The landscape changes dramatically as we begin our ascent. By the afternoon of day two, we’ve moved from a warm, green valley to dense alpine forest: massive rhododendron trees with twisting dark brown limbs interspersed with towering hemlock, silver fir, and prickly oak. It’s spring, and the rhododendrons are in full bloom, staining the mountainside every shade of pink imaginable. At our feet we find pretty alpine wildflowers like primula carpeting the ground with particolored blossoms.

 

 

 

 

 

 

 

 

Above, from left: A trail leads through a rhododendron forest; a log bridge at Bhareng; rhododendron blossoms; Christopher Ussher taking in the scenery.

Taking a gentle pace, we walk for no more than six hours each day. Ussher keeps us company, but our porters—Tamangs and Bahuns from these very hills—push ahead, giving them time to set up for morning tea and lunch as well as our evening camps. Unable to keep meat fresh while on the move, they buy live chickens from villages along the way, tying them to their backpacks with pieces of twine.

We pass small, simple villages made up of two-story houses of mud and stone. Buffalo and rheumy-eyed cows gaze back at us from stalls on the ground floor of the homes. We notice that some walls are still covered with hammer-and-sickle campaign posters. In 2008, the country’s Maoist party swept to victory, with much of their support coming from Nepal’s rural residents. “They promised much to these people,” Ussher laments, “but haven’t delivered.”

The locals we meet are mostly at work in the fields. Life here seems to proceed as swiftly as we walk, which is to say, not very fast. We see a farmer tending to a tiny patch of soil with a plow pulled by two buffaloes. His wife walks behind, sewing maize in the furrow. Farther on at a streamside watermill, we watch millet being pulverized into flour on a grindstone. Children in sun-bleached uniforms stop to talk to us on their way to school. In a house opposite, a man sits at a foot-operated sewing machine, making running repairs to a weary blanket.

We meet few other trekkers on our trip; Ussher tells us that paths are busier in the warmer months. There are more tourists in summer, and the trails also become filled with locals come autumn as herders move animals to higher slopes after the monsoon rains, and pilgrims make their way to the holy lakes at Panch Pokhari, a two-day walk from Malamchi Pul Bazaar where our journey ends.

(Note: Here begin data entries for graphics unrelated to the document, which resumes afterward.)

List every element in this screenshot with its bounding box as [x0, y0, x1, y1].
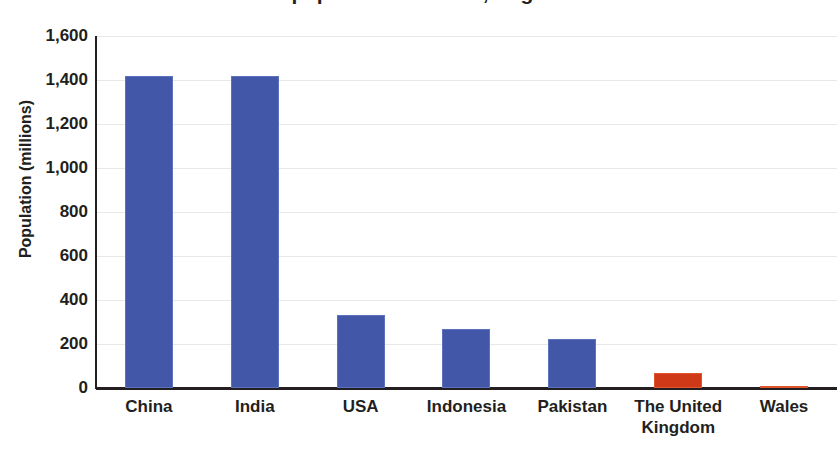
y-axis-tick-label: 1,400 — [2, 70, 88, 90]
bars-layer — [96, 36, 837, 388]
bar-slot — [414, 36, 520, 388]
x-axis-tick-labels: ChinaIndiaUSAIndonesiaPakistanThe United… — [96, 396, 837, 456]
bar-wales[interactable] — [760, 386, 808, 388]
bar-india[interactable] — [231, 76, 279, 388]
y-axis-tick-label: 0 — [2, 378, 88, 398]
bar-slot — [519, 36, 625, 388]
bar-slot — [731, 36, 837, 388]
bar-slot — [308, 36, 414, 388]
bar-slot — [96, 36, 202, 388]
bar-usa[interactable] — [337, 315, 385, 388]
bar-the-united-kingdom[interactable] — [654, 373, 702, 388]
x-axis-tick-label: Wales — [719, 396, 839, 417]
bar-chart: World's most populous countries, England… — [0, 0, 839, 456]
bar-indonesia[interactable] — [442, 329, 490, 388]
y-axis-tick-label: 1,600 — [2, 26, 88, 46]
chart-title: World's most populous countries, England… — [0, 0, 839, 5]
y-axis-tick-label: 1,000 — [2, 158, 88, 178]
y-axis-tick-label: 200 — [2, 334, 88, 354]
y-axis-tick-label: 600 — [2, 246, 88, 266]
bar-china[interactable] — [125, 76, 173, 388]
y-axis-tick-labels: 02004006008001,0001,2001,4001,600 — [0, 0, 88, 456]
y-axis-tick-label: 400 — [2, 290, 88, 310]
y-axis-tick-label: 800 — [2, 202, 88, 222]
bar-pakistan[interactable] — [548, 339, 596, 389]
y-axis-tick-label: 1,200 — [2, 114, 88, 134]
bar-slot — [625, 36, 731, 388]
bar-slot — [202, 36, 308, 388]
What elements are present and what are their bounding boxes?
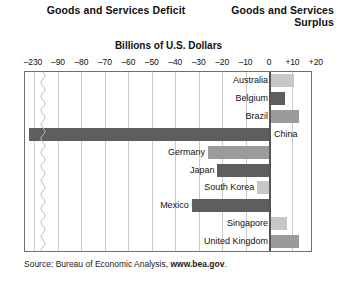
bar-united-kingdom [271, 235, 299, 248]
bar-australia [271, 74, 294, 87]
bar-brazil [271, 110, 299, 123]
x-tick-zero0: 0 [267, 57, 272, 67]
bar-belgium [271, 92, 285, 105]
chart-figure: Goods and Services Deficit Goods and Ser… [0, 0, 337, 283]
x-tick-neg90: –90 [51, 57, 65, 67]
chart-row: Singapore [25, 215, 311, 233]
source-note: Source: Bureau of Economic Analysis, www… [24, 259, 227, 269]
x-tick-pos10: +10 [285, 57, 299, 67]
surplus-heading-line2: Surplus [294, 16, 334, 28]
chart-row: Australia [25, 72, 311, 90]
surplus-heading-line1: Goods and Services [231, 4, 334, 16]
chart-row: China [25, 126, 311, 144]
bar-japan [217, 164, 269, 177]
bar-label-brazil: Brazil [245, 110, 268, 123]
x-tick-neg50: –50 [145, 57, 159, 67]
surplus-heading: Goods and Services Surplus [218, 4, 334, 28]
bar-china [29, 128, 269, 141]
bar-label-australia: Australia [233, 74, 268, 87]
chart-row: United Kingdom [25, 233, 311, 251]
plot-area: AustraliaBelgiumBrazilChinaGermanyJapanS… [24, 71, 312, 252]
chart-row: Japan [25, 162, 311, 180]
x-tick-neg70: –70 [98, 57, 112, 67]
bar-label-germany: Germany [168, 146, 205, 159]
chart-row: Germany [25, 144, 311, 162]
bar-label-belgium: Belgium [235, 92, 268, 105]
x-tick-neg80: –80 [74, 57, 88, 67]
chart-row: Mexico [25, 197, 311, 215]
bar-label-japan: Japan [190, 164, 215, 177]
bar-label-china: China [274, 128, 298, 141]
bar-label-mexico: Mexico [160, 199, 189, 212]
source-site: www.bea.gov [170, 259, 224, 269]
x-tick-neg20: –20 [215, 57, 229, 67]
x-tick-pos20: +20 [309, 57, 323, 67]
x-tick-neg30: –30 [192, 57, 206, 67]
x-axis-tick-labels: –230–90–80–70–60–50–40–30–20–100+10+20 [0, 57, 337, 70]
bar-mexico [192, 199, 269, 212]
axis-units-label: Billions of U.S. Dollars [0, 40, 337, 51]
bar-label-united-kingdom: United Kingdom [204, 235, 268, 248]
chart-row: Brazil [25, 108, 311, 126]
deficit-heading: Goods and Services Deficit [26, 4, 206, 16]
axis-break-squiggle [39, 72, 48, 251]
source-prefix: Source: Bureau of Economic Analysis, [24, 259, 170, 269]
x-tick-neg60: –60 [121, 57, 135, 67]
bar-singapore [271, 217, 287, 230]
chart-row: Belgium [25, 90, 311, 108]
x-tick-neg40: –40 [168, 57, 182, 67]
x-tick-neg230: –230 [24, 57, 43, 67]
bar-germany [208, 146, 269, 159]
chart-row: South Korea [25, 179, 311, 197]
source-suffix: . [224, 259, 226, 269]
bar-south-korea [257, 181, 269, 194]
x-tick-neg10: –10 [239, 57, 253, 67]
bar-label-south-korea: South Korea [204, 181, 254, 194]
bar-label-singapore: Singapore [227, 217, 268, 230]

“When they get to Panch Pokhari, they make offerings of rice to Shiva, the Hindu god of destruction,” Ussher says. I tell him that seems like an unlikely deity to be worshipping in such a beautiful part of the world. He grins, and pulls up the collar of his fleece jacket. “This place gets under your skin, alright. I never tire of coming here.”

A six-day trek through Langtang National Park with Ussher Tours (usshertours.com) costs US$3,740 and includes four nights’ accommodation in Kathmandu and two nights in Chitwan National Park.